◆ **INSTRUCTIONS TO FOLLOW**: Copy the following listing word for word.

◆ **INFORMATION GIVEN**:

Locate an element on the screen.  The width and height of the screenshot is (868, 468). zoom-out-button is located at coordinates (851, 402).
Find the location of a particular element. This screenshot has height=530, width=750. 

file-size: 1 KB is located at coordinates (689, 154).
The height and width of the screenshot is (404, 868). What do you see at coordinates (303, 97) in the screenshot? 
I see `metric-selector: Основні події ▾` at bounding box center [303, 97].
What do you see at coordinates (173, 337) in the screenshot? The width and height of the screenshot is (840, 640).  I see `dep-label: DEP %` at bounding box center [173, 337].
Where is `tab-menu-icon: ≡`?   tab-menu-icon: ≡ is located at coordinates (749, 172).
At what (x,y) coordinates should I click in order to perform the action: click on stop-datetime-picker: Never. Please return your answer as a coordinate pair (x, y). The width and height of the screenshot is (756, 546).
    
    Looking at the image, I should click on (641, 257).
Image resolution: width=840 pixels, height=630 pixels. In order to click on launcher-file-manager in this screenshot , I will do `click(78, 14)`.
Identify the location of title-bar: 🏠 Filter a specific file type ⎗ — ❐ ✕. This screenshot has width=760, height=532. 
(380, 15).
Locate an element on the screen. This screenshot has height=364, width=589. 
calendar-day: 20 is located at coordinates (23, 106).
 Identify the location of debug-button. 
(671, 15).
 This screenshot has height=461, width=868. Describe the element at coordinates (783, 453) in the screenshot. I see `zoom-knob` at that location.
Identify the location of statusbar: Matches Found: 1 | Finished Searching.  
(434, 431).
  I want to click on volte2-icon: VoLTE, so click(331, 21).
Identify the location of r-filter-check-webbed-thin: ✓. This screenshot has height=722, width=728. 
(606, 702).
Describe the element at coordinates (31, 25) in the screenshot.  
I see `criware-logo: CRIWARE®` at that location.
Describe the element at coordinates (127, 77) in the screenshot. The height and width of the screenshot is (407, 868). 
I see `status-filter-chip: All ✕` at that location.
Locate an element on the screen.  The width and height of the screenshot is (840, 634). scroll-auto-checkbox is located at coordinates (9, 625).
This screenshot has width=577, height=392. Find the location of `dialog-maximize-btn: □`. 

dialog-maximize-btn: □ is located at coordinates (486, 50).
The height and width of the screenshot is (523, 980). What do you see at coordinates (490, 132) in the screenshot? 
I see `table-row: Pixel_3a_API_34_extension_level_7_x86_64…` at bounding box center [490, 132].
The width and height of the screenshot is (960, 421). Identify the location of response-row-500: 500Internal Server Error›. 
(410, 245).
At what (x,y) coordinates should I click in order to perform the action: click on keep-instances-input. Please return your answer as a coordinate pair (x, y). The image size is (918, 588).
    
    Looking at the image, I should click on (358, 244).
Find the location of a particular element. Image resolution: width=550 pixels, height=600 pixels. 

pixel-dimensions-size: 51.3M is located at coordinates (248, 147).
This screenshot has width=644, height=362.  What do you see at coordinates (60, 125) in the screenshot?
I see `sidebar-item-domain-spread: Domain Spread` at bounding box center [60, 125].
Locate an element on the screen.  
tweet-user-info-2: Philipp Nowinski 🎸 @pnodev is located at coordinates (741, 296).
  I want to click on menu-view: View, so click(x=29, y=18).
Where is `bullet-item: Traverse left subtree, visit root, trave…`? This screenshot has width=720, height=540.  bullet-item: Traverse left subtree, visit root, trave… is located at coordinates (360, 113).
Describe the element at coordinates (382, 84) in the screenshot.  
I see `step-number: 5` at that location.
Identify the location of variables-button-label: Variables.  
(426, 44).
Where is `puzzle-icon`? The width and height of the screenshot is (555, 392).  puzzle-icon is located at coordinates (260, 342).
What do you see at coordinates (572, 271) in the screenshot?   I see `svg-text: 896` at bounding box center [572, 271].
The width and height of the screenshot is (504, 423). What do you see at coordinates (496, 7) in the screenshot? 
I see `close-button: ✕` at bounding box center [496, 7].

◆ **EXERCISE RESULT**:
Locate an element on the screen.  The width and height of the screenshot is (868, 468). zoom-out-button is located at coordinates (851, 402).
Find the location of a particular element. This screenshot has height=530, width=750. 

file-size: 1 KB is located at coordinates (689, 154).
The height and width of the screenshot is (404, 868). What do you see at coordinates (303, 97) in the screenshot? 
I see `metric-selector: Основні події ▾` at bounding box center [303, 97].
What do you see at coordinates (173, 337) in the screenshot? The width and height of the screenshot is (840, 640).  I see `dep-label: DEP %` at bounding box center [173, 337].
Where is `tab-menu-icon: ≡`?   tab-menu-icon: ≡ is located at coordinates (749, 172).
At what (x,y) coordinates should I click in order to perform the action: click on stop-datetime-picker: Never. Please return your answer as a coordinate pair (x, y). The width and height of the screenshot is (756, 546).
    
    Looking at the image, I should click on (641, 257).
Image resolution: width=840 pixels, height=630 pixels. In order to click on launcher-file-manager in this screenshot , I will do `click(78, 14)`.
Identify the location of title-bar: 🏠 Filter a specific file type ⎗ — ❐ ✕. This screenshot has width=760, height=532. 
(380, 15).
Locate an element on the screen. This screenshot has height=364, width=589. 
calendar-day: 20 is located at coordinates (23, 106).
 Identify the location of debug-button. 
(671, 15).
 This screenshot has height=461, width=868. Describe the element at coordinates (783, 453) in the screenshot. I see `zoom-knob` at that location.
Identify the location of statusbar: Matches Found: 1 | Finished Searching.  
(434, 431).
  I want to click on volte2-icon: VoLTE, so click(331, 21).
Identify the location of r-filter-check-webbed-thin: ✓. This screenshot has height=722, width=728. 
(606, 702).
Describe the element at coordinates (31, 25) in the screenshot.  
I see `criware-logo: CRIWARE®` at that location.
Describe the element at coordinates (127, 77) in the screenshot. The height and width of the screenshot is (407, 868). 
I see `status-filter-chip: All ✕` at that location.
Locate an element on the screen.  The width and height of the screenshot is (840, 634). scroll-auto-checkbox is located at coordinates (9, 625).
This screenshot has width=577, height=392. Find the location of `dialog-maximize-btn: □`. 

dialog-maximize-btn: □ is located at coordinates (486, 50).
The height and width of the screenshot is (523, 980). What do you see at coordinates (490, 132) in the screenshot? 
I see `table-row: Pixel_3a_API_34_extension_level_7_x86_64…` at bounding box center [490, 132].
The width and height of the screenshot is (960, 421). Identify the location of response-row-500: 500Internal Server Error›. 
(410, 245).
At what (x,y) coordinates should I click in order to perform the action: click on keep-instances-input. Please return your answer as a coordinate pair (x, y). The image size is (918, 588).
    
    Looking at the image, I should click on (358, 244).
Find the location of a particular element. Image resolution: width=550 pixels, height=600 pixels. 

pixel-dimensions-size: 51.3M is located at coordinates (248, 147).
This screenshot has width=644, height=362.  What do you see at coordinates (60, 125) in the screenshot?
I see `sidebar-item-domain-spread: Domain Spread` at bounding box center [60, 125].
Locate an element on the screen.  
tweet-user-info-2: Philipp Nowinski 🎸 @pnodev is located at coordinates (741, 296).
  I want to click on menu-view: View, so click(x=29, y=18).
Where is `bullet-item: Traverse left subtree, visit root, trave…`? This screenshot has width=720, height=540.  bullet-item: Traverse left subtree, visit root, trave… is located at coordinates (360, 113).
Describe the element at coordinates (382, 84) in the screenshot.  
I see `step-number: 5` at that location.
Identify the location of variables-button-label: Variables.  
(426, 44).
Where is `puzzle-icon`? The width and height of the screenshot is (555, 392).  puzzle-icon is located at coordinates (260, 342).
What do you see at coordinates (572, 271) in the screenshot?   I see `svg-text: 896` at bounding box center [572, 271].
The width and height of the screenshot is (504, 423). What do you see at coordinates (496, 7) in the screenshot? 
I see `close-button: ✕` at bounding box center [496, 7].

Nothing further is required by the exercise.